Monday 19 September 2022

Bit of a catch up

Been a mental week or so down here, so not caught up after the Euro Tour the other week which Wright was able to win, breaking a surprising drought at that level considering the number he plays (or at least used to play, certainly murmurings that he will limit his schedule going forward). Good run for Dimi, Ratajski did enough with a quarter to keep himself the right side of the European cutoff for now, the disappointing one is that Rock couldn't do enough to get himself into Grand Prix contention - would have been a tough ask regardless, but would have been great to see. Ross Smith helped himself hugely - he is in the Belgium field, less than a grand behind Rowby, who isn't, and that's the last event before the cutoff as far as I can see. One win should do it - there's a jump ahead of Rowby of about four grand to Dolan, then below Smith there's more than four grand to the next player who is in the field (van der Voort) who could go on a run. As such, for all intents and purposes it looks like Smith just needs to win his opening game. I'm working off dartsrankings.com counting future mincashes which they usually do, if not Smudger would need to beat their seed as well, which is another question entirely.

FRH rankings as of right now (so will have had a week of degrading after Jena):

1 Peter Wright
2 Gerwyn Price
3 Michael van Gerwen
4 Michael Smith
5 Danny Noppert
6 Luke Humphries (UP 1)
7 Rob Cross (DOWN 1)
8 James Wade
9 Jonny Clayton
10 Jose de Sousa
11 Nathan Aspinall
12 Dimitri van den Bergh
13 Joe Cullen
14 Ryan Searle
15 Dirk van Duijvenbode
16 Damon Heta (UP 1)
17 Krzysztof Ratajski (UP 1)
18 Gary Anderson (DOWN 2)
19 Dave Chisnall
20 Callan Rydz

Humphries got a round further than Cross and that's enough to bump him up a spot, Heta and Ratajski just showing up was enough to shove them past Ando. One thing to watch for is that van Gerwen is now less than 30k behind Price - a good run at the Grand Prix, or even a moderate run if he binks in Belgium this weekend and Price has an early exit, could easily see him grab the #2 spot back, which is pretty rare to hold without having either of the previous two world titles.

Tournament was moderately chalky with only Smith (now 31st) reaching the quarters from outside the top 20, so no big jumps. Players sliding include Whitlock who's now outside the top 35, Petersen could easily be out of the top 50 very soon, while Durrant is now 70th.

We've had a whole weekend since then, and it's a bit of a mad combination of a weekend with both five Challenge Tours and a gold-rated WDF event clashing. Taking the latter first, Reece Colley, a name we've seen for a while on the secondary tours, managed to bink the bigger of the two events which will give him a Lakeside (?) spot, if and when that's ever scheduled, that it hasn't been yet is a touch concerning. Then again, a major train company here can't schedule trains for this weekend and they think that's fine, so meh. James Richardson got the other one, good for form and someone that we should really be seeing on the PDC tour.

Challenge Tour then - main thing is that Scott Williams binked another one, which is giving him a near four grand lead at the top of the table, so it's going to take a lot to deny him a tour card, a worlds spot (both of which he's looking pretty good to get through other means anyway), and a Grand Slam spot. On the Slam, will quickly mention that van Duijvenbode's improved his chances by finalling that exbo in the Netherlands at the weekend. Other winners were Robert Owen (now second in the rankings), Wesley Plaisier (not had a great season outside of that, but we've seen on the European Tour he's a very good player and will surely be one who'd be a favourite to claim a card at Q-School), Jurjen van der Velde (now fifth, one of six players in a tight race for the second card, or possibly both cards) and Christian Kist, who's a bit further back in eighth. Kist also made the final of the first event so has kind of come a bit from nowhere to contend for a card, also good to see some familiar names in Thornton, Tricole and Lauby getting all the way to the final. I don't know anything about Patrick Peters, but he's the last of your finalists.

The big interesting thing this weekend on top of the Euro Tour is going to be the Asian Championship. There's so many names that we've not seen outside of very limited opportunities for quite some time, as well as plenty of fairly new names, so we should get a fair bit of good data here given that the tournament looks like it will be on Dart Connect. Will be fun to observe for sure.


> _EXERCISE INSTRUCTIONS_
Scan the entries below and state how many lines contain "arrow". No other output.

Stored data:
----
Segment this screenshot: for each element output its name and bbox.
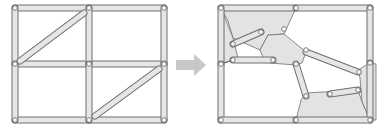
joint-pin	[368, 61, 373, 66]
joint-pin	[259, 30, 264, 35]
joint-pin	[13, 62, 18, 67]
joint-pin	[87, 6, 92, 11]
arrow-shape	[176, 54, 206, 76]
joint-pin	[368, 6, 373, 11]
joint-pin	[162, 118, 167, 123]
joint-pin	[368, 118, 373, 123]
joint-pin	[231, 58, 236, 63]
joint-pin	[162, 62, 167, 67]
joint-pin	[87, 62, 92, 67]
right-linkage-diagram	[219, 6, 376, 123]
joint-pin	[357, 70, 362, 75]
left-truss-diagram	[13, 6, 167, 123]
joint-pin	[356, 88, 361, 93]
joint-pin	[231, 42, 236, 47]
joint-pin	[294, 6, 299, 11]
joint-pin	[304, 48, 309, 53]
diagram-canvas	[0, 0, 384, 128]
joint-pin	[271, 58, 276, 63]
joint-pin	[13, 6, 18, 11]
arrow-right-icon	[176, 54, 206, 76]
joint-pin	[219, 6, 224, 11]
joint-pin	[304, 94, 309, 99]
joint-pin	[219, 62, 224, 67]
joint-pin	[294, 62, 299, 67]
truss-bar-fill	[20, 13, 84, 61]
joint-pin	[328, 92, 333, 97]
joint-pin	[162, 6, 167, 11]
joint-pin	[282, 27, 287, 32]
joint-pin	[13, 118, 18, 123]
joint-pin	[294, 118, 299, 123]
joint-pin	[219, 118, 224, 123]
linkage-bar-fill	[306, 52, 358, 72]
joint-pin	[87, 118, 92, 123]
truss-bar-fill	[95, 69, 159, 116]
----
> _ANSWER SECTION_
2